Unfortunately I have yet to find records of how that branch of the Avenue of honour came into being. I know that some ex-servicemen took an interest in the trees that have been planted for them. I also know that in this case they were marked with a name Plaque.
For many years Anzac Day commemoration took place in the Kongwak church, but these days a simple ceremony is held at the head of the Avenue of Honour outside the hall where the original planting ceremony had taken place. People can stand under those glorious trees now well over a hundred years old, and listed on the register of Significant Trees of South Gippsland. They can place a wreath at the cairn unveiled on Anzac Day 1999 and read the names of those who served Australia in times of war. Kongwak’s Community Group in 2019 restored part of the Avenue of Honour with new trees. A quiet simple ceremony takes place on Remembrance Day. Last year the school children made and laid their own poppies.
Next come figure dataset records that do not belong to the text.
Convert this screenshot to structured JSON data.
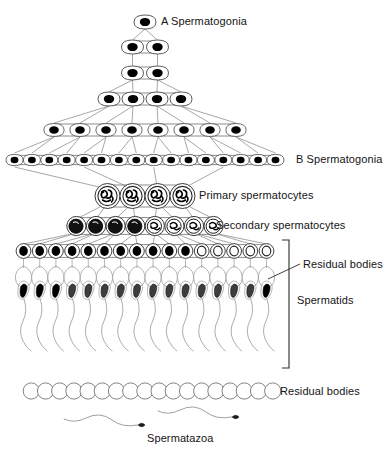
{
  "figure": {
    "background_color": "#ffffff",
    "ink_color": "#000000",
    "line_color": "#6e6e6e"
  },
  "labels": {
    "a_spermatogonia": "A Spermatogonia",
    "b_spermatogonia": "B Spermatogonia",
    "primary_spermatocytes": "Primary spermatocytes",
    "secondary_spermatocytes": "Secondary spermatocytes",
    "residual_bodies_upper": "Residual bodies",
    "spermatids": "Spermatids",
    "residual_bodies_lower": "Residual bodies",
    "spermatazoa": "Spermatazoa"
  },
  "chart_data": {
    "type": "diagram",
    "stages": [
      {
        "name": "A Spermatogonia",
        "row": 1,
        "cell_count": 1,
        "cell_style": "oval-with-black-nucleus",
        "y": 22
      },
      {
        "name": "A Spermatogonia",
        "row": 2,
        "cell_count": 2,
        "cell_style": "oval-with-black-nucleus",
        "y": 47
      },
      {
        "name": "A Spermatogonia",
        "row": 3,
        "cell_count": 2,
        "cell_style": "oval-with-black-nucleus",
        "y": 73
      },
      {
        "name": "A Spermatogonia",
        "row": 4,
        "cell_count": 4,
        "cell_style": "oval-with-black-nucleus",
        "y": 99
      },
      {
        "name": "A Spermatogonia",
        "row": 5,
        "cell_count": 8,
        "cell_style": "oval-with-black-nucleus",
        "y": 130
      },
      {
        "name": "B Spermatogonia",
        "row": 6,
        "cell_count": 16,
        "cell_style": "oval-with-black-nucleus",
        "y": 160
      },
      {
        "name": "Primary spermatocytes",
        "row": 7,
        "cell_count": 4,
        "cell_style": "round-with-chromosome-threads",
        "y": 196
      },
      {
        "name": "Secondary spermatocytes",
        "row": 8,
        "cell_count": 8,
        "cell_style": "round-with-dark-nucleus",
        "y": 226
      },
      {
        "name": "Spermatids (round)",
        "row": 9,
        "cell_count": 16,
        "cell_style": "small-round-with-nucleus",
        "y": 251
      },
      {
        "name": "Spermatids (elongating)",
        "row": 10,
        "cell_count": 16,
        "cell_style": "tailed-spermatid-with-residual-body",
        "y": 300
      },
      {
        "name": "Residual bodies",
        "row": 11,
        "cell_count": 18,
        "cell_style": "empty-circle-chain",
        "y": 391
      },
      {
        "name": "Spermatazoa",
        "row": 12,
        "cell_count": 2,
        "cell_style": "free-sperm",
        "y": 424
      }
    ],
    "branching": "Each row divides into the next: 1 → 2 → 2 → 4 → 8 → 16 cells joined by intercellular bridges; 16 B spermatogonia feed 4 primary spermatocytes, which divide to 8 secondary spermatocytes, then 16 spermatids.",
    "bracket": {
      "label": "Spermatids",
      "x": 288,
      "y_top": 240,
      "y_bottom": 368
    },
    "legend_position": "right"
  }
}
The Church Road Avenue of Honour

In 2009 seven new trees were planted to further extend the avenue around the corner into Church Road an initiative of the late John Gow OAM who wanted to renew his commitment to the memory of his friends who did not return as he had.
The seven trees, all hardy Pin Oaks with their memorial cairn were dedicated to the memory of seven young men of Kongwak who lost their lives in service to their country between 1939 and 1945. All were known to John Gow who initiated the avenue out of concern that previous trees planted for the men were either in need of replacement or were in vulnerable positions closer to the town centre. He sought assistance from the Department of Veterans Affairs and achieved his goal with the avenue dedicated 15 years ago on Remembrance Day 2009.
Among those who are commemorated are Norman Rippon and Christopher Grabham, both members of B Company 29/22 Battalion of the local militia who were killed in 1939 in an accident as they made their way into training in Korumburra.
Also commemorated are the airmen Lawrence K Scott and Alan F Bell, and Arthur James Grabham, school captain of Leongatha High School in 1939, shot down on his second only flight over the North Sea, 2 days short of his 21st birthday. Arthur had attended Kongwak State School with John so was a very close friend.
Also commemorated are James Elmore and Wesley Murray Williams who died as prisoners of war on Ambon. Jimmy Elmore and John Gow were in the militia together and were meant to sail overseas together but as John explained to me, due to his own illness his departure was delayed so he escaped his friend’s fate, who as a member of Gull Force was captured, imprisoned then died in captivity.
Family members and their descendants still visit their trees in the Avenue of Honour. Their graves are far away in Ambon, Scotland, Alexandria and England.
All memorials were very much grass roots as so much of public life was back then. Kongwak’s tribute to its fallen and returned was no exception. The local people put their own stamp on what was a national movement. Kongwak’s Avenue of Honour is of great significance due to its length, its development over the years, its place in community life, its continual care by the people of Kongwak, its diversity of plantings and sheer number of trees (about 70 strong). Its place on the Victorian heritage register, its place as living memorial to those affected by war. Its beauty. Its importance in the history of South Gippsland. Its role and identity as one of our sacred places.